The conflict in the Middle East has changed the picture for the global economy in ways that were hard to anticipate at the start of the year. Before hostilities broke out, things were looking reasonably steady. Growth in major economies was holding up, global trade was firming, and AI-related investment was providing an unexpected boost. That is no longer the case.
The World Bank now projects global growth at 2.5 percent in 2026 — the slowest since the COVID-19 pandemic. The single biggest driver is energy. Shipping through the Strait of Hormuz has been severely disrupted since early March. As a direct result, Brent crude is forecast to average $94 per barrel this year, up 36 percent from 2025. European natural gas prices are expected to rise around 30 percent. Fertilizer prices — closely linked to natural gas as a production input — have surged roughly 38 percent. Overall commodity prices are projected to rise by about 22 percent in 2026, a stark reversal from the 7 percent decline anticipated in January.
The inflation fallout is already visible. Global headline inflation is expected to hit 4 percent this year. Central banks that were on track to cut rates have shelved those plans. The U.S. Federal Reserve is now expected to raise rates by late 2026 or early 2027. Rate hikes are being discussed in the euro area and the United Kingdom. Bond yields have risen, currency pressures are building across emerging markets, and equity markets — after initial declines — have partly recovered, largely on continued AI optimism.
The impact is not uniform. The United States, a large oil producer, is proving relatively resilient, supported by fiscal easing and sustained technology investment. The euro area is more exposed, given its reliance on energy imports, and growth there is projected at just 0.8 percent. Japan faces a similar drag. China's growth is expected to slow to 4.2 percent, cushioned by large oil reserves, a high renewable energy share, and fuel price caps for households.
Emerging market and developing economies (EMDEs) are taking the harder hit. Growth in this group is projected to slow to 3.6 percent in 2026. Economies directly caught in the conflict face a near-complete growth collapse — from 3.9 percent in 2025 to roughly zero this year. Per capita income growth across EMDEs, excluding China and India, may fall to just 1.3 percent. That is not an abstraction. It means slower poverty reduction, tighter household budgets, and constrained government spending at a time when it is most needed.
The food security dimension deserves direct attention. The number of people in severe food insecurity across EMDEs excluding China rose by around 220 million between 2019 and 2025. Under the conflict's current trajectory, that figure could increase by a further 35 to 70 million by end-2028. Higher fertilizer costs, disrupted aid logistics, and the possible re-emergence of El Niño conditions are all factors making this worse.
The downside scenarios are not implausible. If energy disruptions last longer than the baseline assumes, and financial markets respond badly — equity price falls, widening credit spreads, capital flight from EMDEs — global growth could drop to just 1.3 percent in 2026. That is a recession-level outcome for much of the world.
AI remains the clearest upside in an otherwise difficult picture. Investment in computing infrastructure has continued regardless of the conflict. Countries embedded in AI-related supply chains — particularly in East Asia — are still recording steady export growth. Over the medium term, the productivity case for AI is real, though estimates range widely and most gains are still concentrated in advanced economies.
For policymakers, the report's message is essentially that there are no easy options. Central banks must weigh growth against inflation. Fiscal space is thin. Aid flows are declining — net ODA fell 23 percent in 2025, the largest single-year drop on record. And 1.2 billion young people in EMDEs are expected to reach working age by 2035, demanding jobs that current investment trajectories cannot reliably deliver.
The window to get this right is not staying open indefinitely.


▶ _The task_
The response must contain the complete data, printed exactly.

(Data records for software interfaces)

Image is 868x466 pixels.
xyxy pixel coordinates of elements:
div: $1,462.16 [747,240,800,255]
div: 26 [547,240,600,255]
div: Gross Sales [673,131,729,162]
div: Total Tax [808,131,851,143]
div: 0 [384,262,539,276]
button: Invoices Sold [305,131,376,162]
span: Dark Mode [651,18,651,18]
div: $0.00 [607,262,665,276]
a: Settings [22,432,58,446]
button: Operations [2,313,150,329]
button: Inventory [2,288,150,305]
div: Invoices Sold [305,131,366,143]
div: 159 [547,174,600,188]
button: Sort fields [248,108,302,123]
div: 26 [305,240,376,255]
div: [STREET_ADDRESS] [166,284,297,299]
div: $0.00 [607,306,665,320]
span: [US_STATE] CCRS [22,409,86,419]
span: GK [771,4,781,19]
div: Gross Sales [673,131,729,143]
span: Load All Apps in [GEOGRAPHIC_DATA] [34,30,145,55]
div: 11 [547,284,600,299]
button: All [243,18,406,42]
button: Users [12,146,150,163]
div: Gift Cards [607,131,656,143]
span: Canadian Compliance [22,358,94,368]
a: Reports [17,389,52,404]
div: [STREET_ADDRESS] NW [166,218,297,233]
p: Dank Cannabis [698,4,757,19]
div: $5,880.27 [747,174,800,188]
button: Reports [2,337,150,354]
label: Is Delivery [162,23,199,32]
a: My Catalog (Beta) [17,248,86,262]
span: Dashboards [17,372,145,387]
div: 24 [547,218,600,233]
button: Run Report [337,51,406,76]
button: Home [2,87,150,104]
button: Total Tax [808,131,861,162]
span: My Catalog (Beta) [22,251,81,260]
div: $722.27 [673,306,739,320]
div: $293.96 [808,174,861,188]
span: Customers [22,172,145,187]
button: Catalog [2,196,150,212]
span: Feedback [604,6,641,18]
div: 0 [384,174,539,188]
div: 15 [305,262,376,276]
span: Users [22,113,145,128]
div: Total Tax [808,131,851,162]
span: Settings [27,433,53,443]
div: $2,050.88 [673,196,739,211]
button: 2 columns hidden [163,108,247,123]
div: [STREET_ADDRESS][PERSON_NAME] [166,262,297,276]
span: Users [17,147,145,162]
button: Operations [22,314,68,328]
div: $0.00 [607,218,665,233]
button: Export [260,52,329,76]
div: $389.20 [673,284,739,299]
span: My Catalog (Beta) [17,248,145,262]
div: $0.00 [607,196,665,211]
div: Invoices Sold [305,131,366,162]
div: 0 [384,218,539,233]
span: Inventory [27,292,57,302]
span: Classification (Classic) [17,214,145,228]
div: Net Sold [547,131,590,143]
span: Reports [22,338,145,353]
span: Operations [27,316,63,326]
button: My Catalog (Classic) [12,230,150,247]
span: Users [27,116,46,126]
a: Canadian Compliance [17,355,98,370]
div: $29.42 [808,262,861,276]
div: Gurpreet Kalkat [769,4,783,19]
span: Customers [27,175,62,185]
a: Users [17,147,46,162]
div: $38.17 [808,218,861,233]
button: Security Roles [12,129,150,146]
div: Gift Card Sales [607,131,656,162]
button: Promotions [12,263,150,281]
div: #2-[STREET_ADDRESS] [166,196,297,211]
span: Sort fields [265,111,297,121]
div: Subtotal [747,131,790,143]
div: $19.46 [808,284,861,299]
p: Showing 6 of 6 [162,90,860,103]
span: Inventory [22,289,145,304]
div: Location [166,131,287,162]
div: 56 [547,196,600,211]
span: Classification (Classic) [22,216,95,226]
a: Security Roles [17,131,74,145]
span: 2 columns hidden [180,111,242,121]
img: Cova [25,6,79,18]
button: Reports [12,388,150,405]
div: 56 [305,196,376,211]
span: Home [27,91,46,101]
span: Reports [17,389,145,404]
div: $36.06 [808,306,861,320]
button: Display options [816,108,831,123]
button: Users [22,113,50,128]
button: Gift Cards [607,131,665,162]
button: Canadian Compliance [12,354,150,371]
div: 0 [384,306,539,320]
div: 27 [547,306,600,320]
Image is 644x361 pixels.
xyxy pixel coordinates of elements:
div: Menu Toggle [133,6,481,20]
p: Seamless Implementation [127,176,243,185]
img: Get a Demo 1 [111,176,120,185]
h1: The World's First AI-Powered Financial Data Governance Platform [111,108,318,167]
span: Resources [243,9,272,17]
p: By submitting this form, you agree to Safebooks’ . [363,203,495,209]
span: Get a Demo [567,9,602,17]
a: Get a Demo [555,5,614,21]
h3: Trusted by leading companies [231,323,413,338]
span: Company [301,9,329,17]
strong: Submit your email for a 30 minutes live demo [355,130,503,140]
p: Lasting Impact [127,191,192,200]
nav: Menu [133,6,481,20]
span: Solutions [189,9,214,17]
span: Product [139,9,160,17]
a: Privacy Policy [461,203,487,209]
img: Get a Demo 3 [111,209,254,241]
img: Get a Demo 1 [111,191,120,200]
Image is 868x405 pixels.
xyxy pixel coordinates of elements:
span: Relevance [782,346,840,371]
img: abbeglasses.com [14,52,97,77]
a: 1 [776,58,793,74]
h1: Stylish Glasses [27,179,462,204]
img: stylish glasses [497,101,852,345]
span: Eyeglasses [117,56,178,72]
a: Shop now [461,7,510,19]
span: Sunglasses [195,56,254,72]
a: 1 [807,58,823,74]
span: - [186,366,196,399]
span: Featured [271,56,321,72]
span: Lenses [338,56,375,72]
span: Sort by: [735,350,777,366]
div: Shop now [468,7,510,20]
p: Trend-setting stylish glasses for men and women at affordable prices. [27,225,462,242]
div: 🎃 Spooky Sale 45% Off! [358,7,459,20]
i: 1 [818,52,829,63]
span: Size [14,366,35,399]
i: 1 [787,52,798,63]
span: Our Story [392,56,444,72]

▶ _Result of the task_
Image is 868x466 pixels.
xyxy pixel coordinates of elements:
div: $1,462.16 [747,240,800,255]
div: 26 [547,240,600,255]
div: Gross Sales [673,131,729,162]
div: Total Tax [808,131,851,143]
div: 0 [384,262,539,276]
button: Invoices Sold [305,131,376,162]
span: Dark Mode [651,18,651,18]
div: $0.00 [607,262,665,276]
a: Settings [22,432,58,446]
button: Operations [2,313,150,329]
button: Inventory [2,288,150,305]
div: Invoices Sold [305,131,366,143]
div: 159 [547,174,600,188]
button: Sort fields [248,108,302,123]
div: 26 [305,240,376,255]
div: [STREET_ADDRESS] [166,284,297,299]
div: $0.00 [607,306,665,320]
span: [US_STATE] CCRS [22,409,86,419]
span: GK [771,4,781,19]
div: Gross Sales [673,131,729,143]
span: Load All Apps in [GEOGRAPHIC_DATA] [34,30,145,55]
div: 11 [547,284,600,299]
button: All [243,18,406,42]
button: Users [12,146,150,163]
div: Gift Cards [607,131,656,143]
span: Canadian Compliance [22,358,94,368]
a: Reports [17,389,52,404]
div: [STREET_ADDRESS] NW [166,218,297,233]
p: Dank Cannabis [698,4,757,19]
div: $5,880.27 [747,174,800,188]
button: Reports [2,337,150,354]
label: Is Delivery [162,23,199,32]
a: My Catalog (Beta) [17,248,86,262]
span: Dashboards [17,372,145,387]
div: 24 [547,218,600,233]
button: Run Report [337,51,406,76]
button: Home [2,87,150,104]
button: Total Tax [808,131,861,162]
span: My Catalog (Beta) [22,251,81,260]
div: $722.27 [673,306,739,320]
div: $293.96 [808,174,861,188]
span: Customers [22,172,145,187]
button: Catalog [2,196,150,212]
span: Feedback [604,6,641,18]
div: 0 [384,174,539,188]
div: 15 [305,262,376,276]
span: Users [22,113,145,128]
div: Total Tax [808,131,851,162]
span: Settings [27,433,53,443]
div: $2,050.88 [673,196,739,211]
button: 2 columns hidden [163,108,247,123]
div: [STREET_ADDRESS][PERSON_NAME] [166,262,297,276]
span: Users [17,147,145,162]
button: Operations [22,314,68,328]
div: $0.00 [607,218,665,233]
button: Export [260,52,329,76]
div: $389.20 [673,284,739,299]
span: My Catalog (Beta) [17,248,145,262]
div: $0.00 [607,196,665,211]
div: Invoices Sold [305,131,366,162]
div: 0 [384,218,539,233]
span: Inventory [27,292,57,302]
span: Classification (Classic) [17,214,145,228]
div: Net Sold [547,131,590,143]
span: Reports [22,338,145,353]
span: Operations [27,316,63,326]
button: My Catalog (Classic) [12,230,150,247]
span: Users [27,116,46,126]
a: Canadian Compliance [17,355,98,370]
div: $29.42 [808,262,861,276]
div: Gurpreet Kalkat [769,4,783,19]
span: Customers [27,175,62,185]
a: Users [17,147,46,162]
div: $38.17 [808,218,861,233]
button: Security Roles [12,129,150,146]
div: Gift Card Sales [607,131,656,162]
button: Promotions [12,263,150,281]
div: #2-[STREET_ADDRESS] [166,196,297,211]
span: Sort fields [265,111,297,121]
div: Subtotal [747,131,790,143]
div: $19.46 [808,284,861,299]
p: Showing 6 of 6 [162,90,860,103]
span: Inventory [22,289,145,304]
div: Location [166,131,287,162]
div: 56 [547,196,600,211]
span: Classification (Classic) [22,216,95,226]
a: Security Roles [17,131,74,145]
span: 2 columns hidden [180,111,242,121]
img: Cova [25,6,79,18]
button: Reports [12,388,150,405]
div: 56 [305,196,376,211]
span: Home [27,91,46,101]
span: Reports [17,389,145,404]
div: $36.06 [808,306,861,320]
button: Display options [816,108,831,123]
button: Users [22,113,50,128]
button: Gift Cards [607,131,665,162]
button: Canadian Compliance [12,354,150,371]
div: 0 [384,306,539,320]
div: 27 [547,306,600,320]
Image is 644x361 pixels.
xyxy pixel coordinates of elements:
div: Menu Toggle [133,6,481,20]
p: Seamless Implementation [127,176,243,185]
img: Get a Demo 1 [111,176,120,185]
h1: The World's First AI-Powered Financial Data Governance Platform [111,108,318,167]
span: Resources [243,9,272,17]
p: By submitting this form, you agree to Safebooks’ . [363,203,495,209]
span: Get a Demo [567,9,602,17]
a: Get a Demo [555,5,614,21]
h3: Trusted by leading companies [231,323,413,338]
span: Company [301,9,329,17]
strong: Submit your email for a 30 minutes live demo [355,130,503,140]
p: Lasting Impact [127,191,192,200]
nav: Menu [133,6,481,20]
span: Solutions [189,9,214,17]
span: Product [139,9,160,17]
a: Privacy Policy [461,203,487,209]
img: Get a Demo 3 [111,209,254,241]
img: Get a Demo 1 [111,191,120,200]
Image is 868x405 pixels.
xyxy pixel coordinates of elements:
span: Relevance [782,346,840,371]
img: abbeglasses.com [14,52,97,77]
a: 1 [776,58,793,74]
h1: Stylish Glasses [27,179,462,204]
img: stylish glasses [497,101,852,345]
span: Eyeglasses [117,56,178,72]
a: Shop now [461,7,510,19]
span: Sunglasses [195,56,254,72]
a: 1 [807,58,823,74]
span: - [186,366,196,399]
span: Featured [271,56,321,72]
span: Lenses [338,56,375,72]
span: Sort by: [735,350,777,366]
div: Shop now [468,7,510,20]
p: Trend-setting stylish glasses for men and women at affordable prices. [27,225,462,242]
div: 🎃 Spooky Sale 45% Off! [358,7,459,20]
i: 1 [818,52,829,63]
span: Size [14,366,35,399]
i: 1 [787,52,798,63]
span: Our Story [392,56,444,72]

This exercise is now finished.